Wisconsin Supreme Court Justice Brian Hagedorn questions an attorney during oral arguments in January 2025. (Screenshot/WisEye)
A Wisconsin Supreme Court justice who helped write Act 10 recused himself Thursday as the high court signaled it was preparing to take up a legal challenge to the 2011 law limiting public employees’ collective bargaining rights.
After a Dane County judge struck down Act 10 in December, the plaintiffs — a teachers union — filed a motion with the state Supreme Court to bypass the Wisconsin Court of Appeals and take up the case directly.
On Thursday, the Court issued an order related to that motion, granting a request from Republican leaders of the state Legislature to intervene and file a response to the bypass request. The Court set a Feb. 5 deadline for the response.
Along with Thursday’s order, Justice Brian Hagedorn issued an order recusing himself from taking part in the case. Hagedorn previously served as legal counsel to Republican Gov. Scott Walker and helped draft the bill that became Act 10, then defended it against a federal court challenge.
In December, a Dane County judge ruled that parts of the law are unconstitutional because it treats similar types of state employees differently. The law retained collective bargaining rights for police officers, but excluded the state Capitol Police officers, conservation wardens and correctional officers.
“Act 10 as written by the Legislature specifically and narrowly defines ‘public safety employee,’” Judge Jacob Frost wrote. “It is that definition which is unconstitutional.”
In his recusal order Thursday, Hagedorn acknowledged his role in shaping and defending the law.

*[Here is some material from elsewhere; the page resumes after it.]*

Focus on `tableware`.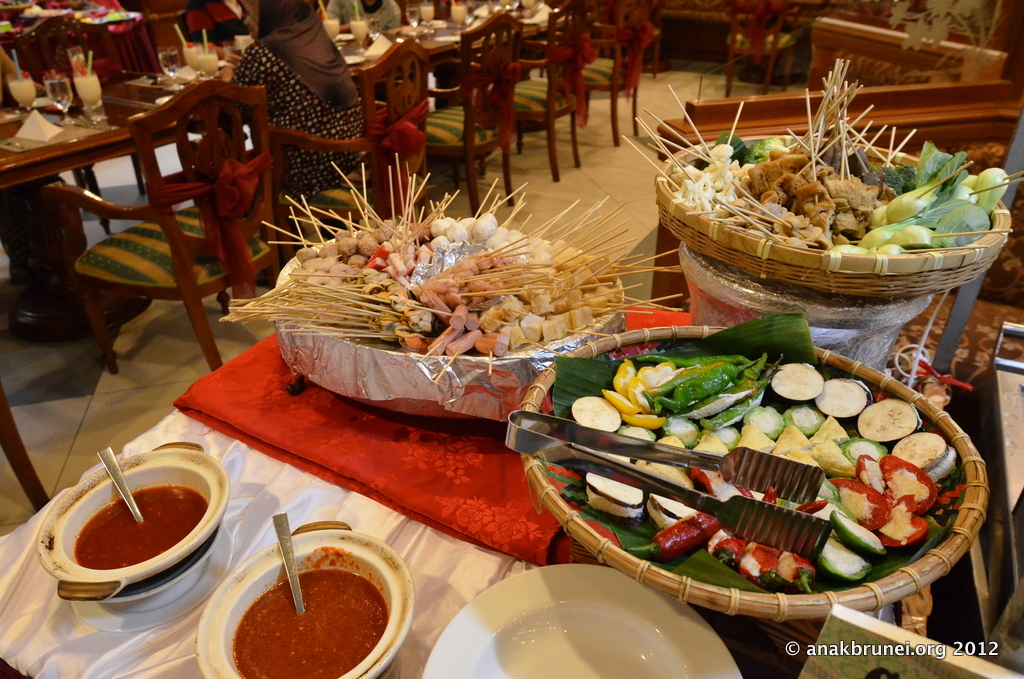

“Members of the judiciary take a solemn oath to be independent and impartial,” Hagedorn wrote. “Our duty is to call it straight in every case, with neither partiality nor prejudice toward anyone. The law must guide our decisions — not politics, tribalism, or personal policy views.”
“After reviewing the filings and the various ethical rules I am sworn to uphold, I have concluded that the law requires me to recuse from this case,” he continued. “The issues raised involve matters for which I provided legal counsel in both the initial crafting and later defense of Act 10, including in a case raising nearly identical claims under the federal constitution.”

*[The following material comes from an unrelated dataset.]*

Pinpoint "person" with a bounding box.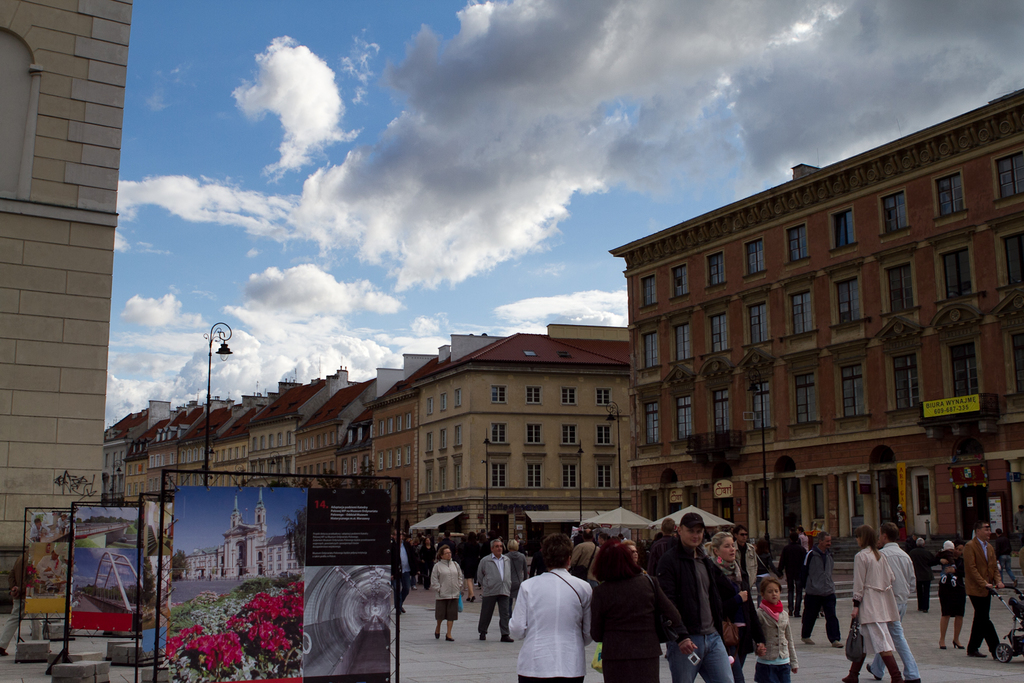
0 550 52 657.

Hagedorn also noted that many of the legal arguments in the current challenge are similar to those made in the 2011 federal case.
Justice Janet Protasiewicz, who had previously said she may recuse herself from an Act 10 case because she participated in protests against the legislation as it was pending, did not participate in the decision to accept the case, but she did not release an order saying she’d recuse herself.
Both Hagedorn and Protasiewicz had faced calls for recusal in the case. Protasiewicz had also faced threats of impeachment from Republican legislators in a previous case about the state’s legislative maps.
In his order, Hagedorn warned about the politicization of the recusal process.
“In my view, recusal on this court should be rare — done only when the law requires it,” he wrote. “Going beyond that can create problems. We have seen how recusal can be weaponized by parties seeking a litigation advantage.”
In response to the Court’s order Thursday on the Legislature’s petition to intervene, Justice Rebecca Bradley and Chief Justice Annette Ziegler dissented.
They, along with Hagedorn, have also dissented in several Supreme Court decisions to bypass lower courts and take up cases after the court’s majority flipped in 2023 from four conservative justices to four liberal ones.
Bradley, writing Thursday’s dissent, pointed out that the state Legislature had asked for a two-week extension to respond to the bypass petition, and was instead given three business days.
“There is absolutely no reason to deny the Legislature’s request, unless three members of this court wish to fast track yet another politically charged case for the purpose of overturning settled law on an issue already decided by this court eleven years ago,” Bradley wrote.
The dispute over Act 10 is set to play a major role in this April’s Supreme Court election between Dane County Judge Susan Crawford and Waukesha County Judge Brad Schimel, who was state attorney general during Walker’s second term.